Social services may be compensated by DoH

3 Aug 06
The Department of Health is considering compensating social services departments for the increased burdens created by cuts to NHS services, Public Finance has learnt.

04 August 2006

The Department of Health is considering compensating social services departments for the increased burdens created by cuts to NHS services, Public Finance has learnt.

A DoH spokeswoman confirmed the department was examining the evidence put forward by bodies such as the Local Government Association and British Association of Social Workers. She told PF: 'We have yet to make up our mind.
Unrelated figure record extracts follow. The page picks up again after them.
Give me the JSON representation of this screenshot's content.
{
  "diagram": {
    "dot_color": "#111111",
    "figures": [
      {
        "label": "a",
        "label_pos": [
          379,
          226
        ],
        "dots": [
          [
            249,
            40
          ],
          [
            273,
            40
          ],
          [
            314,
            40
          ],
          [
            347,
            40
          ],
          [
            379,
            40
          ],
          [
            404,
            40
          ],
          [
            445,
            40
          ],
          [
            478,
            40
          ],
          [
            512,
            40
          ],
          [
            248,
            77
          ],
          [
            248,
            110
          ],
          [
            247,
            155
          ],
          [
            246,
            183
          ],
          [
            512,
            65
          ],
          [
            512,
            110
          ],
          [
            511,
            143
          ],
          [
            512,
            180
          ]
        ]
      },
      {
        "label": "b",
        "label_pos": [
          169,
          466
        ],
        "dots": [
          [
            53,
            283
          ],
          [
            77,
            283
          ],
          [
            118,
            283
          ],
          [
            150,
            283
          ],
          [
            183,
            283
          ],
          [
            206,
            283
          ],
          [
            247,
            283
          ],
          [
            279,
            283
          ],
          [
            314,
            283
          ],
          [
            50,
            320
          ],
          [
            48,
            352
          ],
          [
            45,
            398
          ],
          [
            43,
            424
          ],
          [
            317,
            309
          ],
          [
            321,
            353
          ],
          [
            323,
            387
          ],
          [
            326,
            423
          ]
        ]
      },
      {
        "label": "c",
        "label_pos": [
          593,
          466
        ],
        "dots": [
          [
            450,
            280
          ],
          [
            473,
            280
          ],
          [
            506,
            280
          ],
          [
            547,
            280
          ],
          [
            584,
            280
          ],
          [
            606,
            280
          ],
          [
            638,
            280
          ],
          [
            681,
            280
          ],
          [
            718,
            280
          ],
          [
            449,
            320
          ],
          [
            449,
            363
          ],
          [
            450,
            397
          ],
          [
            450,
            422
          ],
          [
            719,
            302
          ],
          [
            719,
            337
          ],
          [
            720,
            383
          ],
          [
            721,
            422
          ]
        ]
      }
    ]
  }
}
We are considering the situation.'

This follows threats of litigation and publication last week of an LGA survey into the extent to which deficit-driven NHS cutbacks have affected local authorities.

Forty per cent of the authorities in areas hit by NHS deficits told the LGA they were experiencing covert attempts to redefine the boundaries between 'health' and 'social care' – in the shape of increased referrals to their services of patients who would have previously been cared for by the NHS. Thirty-six per cent said their local NHS had withdrawn funding from agreed or jointly funded services.
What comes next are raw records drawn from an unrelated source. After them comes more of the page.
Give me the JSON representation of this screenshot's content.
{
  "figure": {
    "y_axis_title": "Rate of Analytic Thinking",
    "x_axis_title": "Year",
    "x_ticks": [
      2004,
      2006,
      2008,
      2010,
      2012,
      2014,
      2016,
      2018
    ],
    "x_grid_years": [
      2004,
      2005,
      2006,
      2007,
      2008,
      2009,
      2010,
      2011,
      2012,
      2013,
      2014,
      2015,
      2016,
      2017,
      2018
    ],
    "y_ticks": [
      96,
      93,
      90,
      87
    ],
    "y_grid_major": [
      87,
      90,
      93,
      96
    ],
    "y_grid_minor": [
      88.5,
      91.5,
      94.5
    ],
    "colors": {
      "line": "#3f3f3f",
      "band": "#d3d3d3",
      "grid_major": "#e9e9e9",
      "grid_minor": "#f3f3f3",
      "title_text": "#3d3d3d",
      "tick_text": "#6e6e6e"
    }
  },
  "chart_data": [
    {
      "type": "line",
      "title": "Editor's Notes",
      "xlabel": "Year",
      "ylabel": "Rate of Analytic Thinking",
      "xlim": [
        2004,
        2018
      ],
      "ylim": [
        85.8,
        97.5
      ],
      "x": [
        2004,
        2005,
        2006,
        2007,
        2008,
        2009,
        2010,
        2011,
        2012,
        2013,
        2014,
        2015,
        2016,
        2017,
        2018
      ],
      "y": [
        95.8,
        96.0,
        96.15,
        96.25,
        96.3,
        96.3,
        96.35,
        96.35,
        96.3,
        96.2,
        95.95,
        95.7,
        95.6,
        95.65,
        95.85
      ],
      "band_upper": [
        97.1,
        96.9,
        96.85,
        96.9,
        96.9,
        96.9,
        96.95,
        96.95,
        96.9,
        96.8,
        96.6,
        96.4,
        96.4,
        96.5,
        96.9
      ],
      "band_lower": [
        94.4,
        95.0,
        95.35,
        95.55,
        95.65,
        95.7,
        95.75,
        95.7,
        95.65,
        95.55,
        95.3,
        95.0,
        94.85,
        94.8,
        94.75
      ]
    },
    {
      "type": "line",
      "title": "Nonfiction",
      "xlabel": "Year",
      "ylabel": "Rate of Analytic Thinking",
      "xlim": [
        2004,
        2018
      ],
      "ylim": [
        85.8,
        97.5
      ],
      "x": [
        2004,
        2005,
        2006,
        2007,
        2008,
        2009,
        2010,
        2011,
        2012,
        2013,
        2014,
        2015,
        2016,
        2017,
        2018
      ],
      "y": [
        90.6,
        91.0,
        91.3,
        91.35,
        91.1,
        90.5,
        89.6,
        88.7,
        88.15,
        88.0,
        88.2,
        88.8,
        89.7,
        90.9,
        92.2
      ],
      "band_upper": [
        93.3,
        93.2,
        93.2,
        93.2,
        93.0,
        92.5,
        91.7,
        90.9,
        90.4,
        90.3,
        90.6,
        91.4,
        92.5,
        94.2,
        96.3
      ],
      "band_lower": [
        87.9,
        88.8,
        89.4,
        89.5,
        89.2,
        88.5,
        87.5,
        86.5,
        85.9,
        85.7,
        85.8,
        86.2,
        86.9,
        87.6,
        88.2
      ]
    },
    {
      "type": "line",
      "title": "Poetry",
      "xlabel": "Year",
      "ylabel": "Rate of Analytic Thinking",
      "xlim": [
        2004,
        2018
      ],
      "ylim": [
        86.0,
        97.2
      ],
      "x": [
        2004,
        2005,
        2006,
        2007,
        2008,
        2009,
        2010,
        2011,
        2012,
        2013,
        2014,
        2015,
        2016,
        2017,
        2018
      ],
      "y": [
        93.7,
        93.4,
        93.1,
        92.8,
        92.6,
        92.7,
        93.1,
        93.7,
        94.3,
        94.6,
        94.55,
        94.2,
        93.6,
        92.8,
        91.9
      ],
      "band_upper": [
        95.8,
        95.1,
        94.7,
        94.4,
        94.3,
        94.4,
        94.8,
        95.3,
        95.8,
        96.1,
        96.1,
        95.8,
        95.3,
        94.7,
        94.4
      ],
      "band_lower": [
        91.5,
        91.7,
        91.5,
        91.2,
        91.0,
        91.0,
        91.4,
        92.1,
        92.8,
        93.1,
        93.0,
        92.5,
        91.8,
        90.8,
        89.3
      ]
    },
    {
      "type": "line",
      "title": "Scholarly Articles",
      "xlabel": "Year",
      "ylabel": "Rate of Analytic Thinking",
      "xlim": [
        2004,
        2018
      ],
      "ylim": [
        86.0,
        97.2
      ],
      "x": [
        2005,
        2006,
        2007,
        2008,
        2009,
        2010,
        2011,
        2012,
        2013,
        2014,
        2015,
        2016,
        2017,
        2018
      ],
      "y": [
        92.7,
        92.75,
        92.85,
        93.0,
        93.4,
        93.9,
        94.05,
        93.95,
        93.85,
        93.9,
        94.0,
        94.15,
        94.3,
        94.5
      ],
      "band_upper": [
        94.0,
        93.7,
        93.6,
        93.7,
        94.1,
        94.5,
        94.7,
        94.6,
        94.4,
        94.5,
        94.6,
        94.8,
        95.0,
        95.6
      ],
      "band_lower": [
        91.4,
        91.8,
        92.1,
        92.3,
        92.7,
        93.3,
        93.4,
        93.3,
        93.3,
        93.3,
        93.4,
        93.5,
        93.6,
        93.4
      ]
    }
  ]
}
Councils said they had been forced to consider legal action, cut other council services and, in 7% of cases, raise the eligibility criteria for social care to those with only the most critical needs.

A recovery plan posted on the website of one of the worst-hit councils – Wiltshire – informs service users that NHS cuts require it to make £4m of savings this year.

'We cannot afford to continue in the way we have in the past,' it warns. 'We all need to recognise that there will never be enough money in the system to pay for all the services that people would like or may have received in the past.'

The scale of the problem is corroborated by official figures seen by PF which show that the numbers of elderly patients stuck in hospital awaiting transfer to social care continue to rise as care services struggle to cope with speeded up discharge rates.

PF first reported the issue in May, when it revealed that 10% of social services departments were experiencing two-year highs in delayed hospital discharge.

While some had brought their delays down by July, nearly all continued to experience delays far higher than the same month last year. Three local authorities – Hertfordshire, Lancashire and Wiltshire – have seen their delays increase further still.

BASW chair Ray Jones has estimated the size of the cuts and the required compensation at £200m – 20% of the gross deficit across the NHS.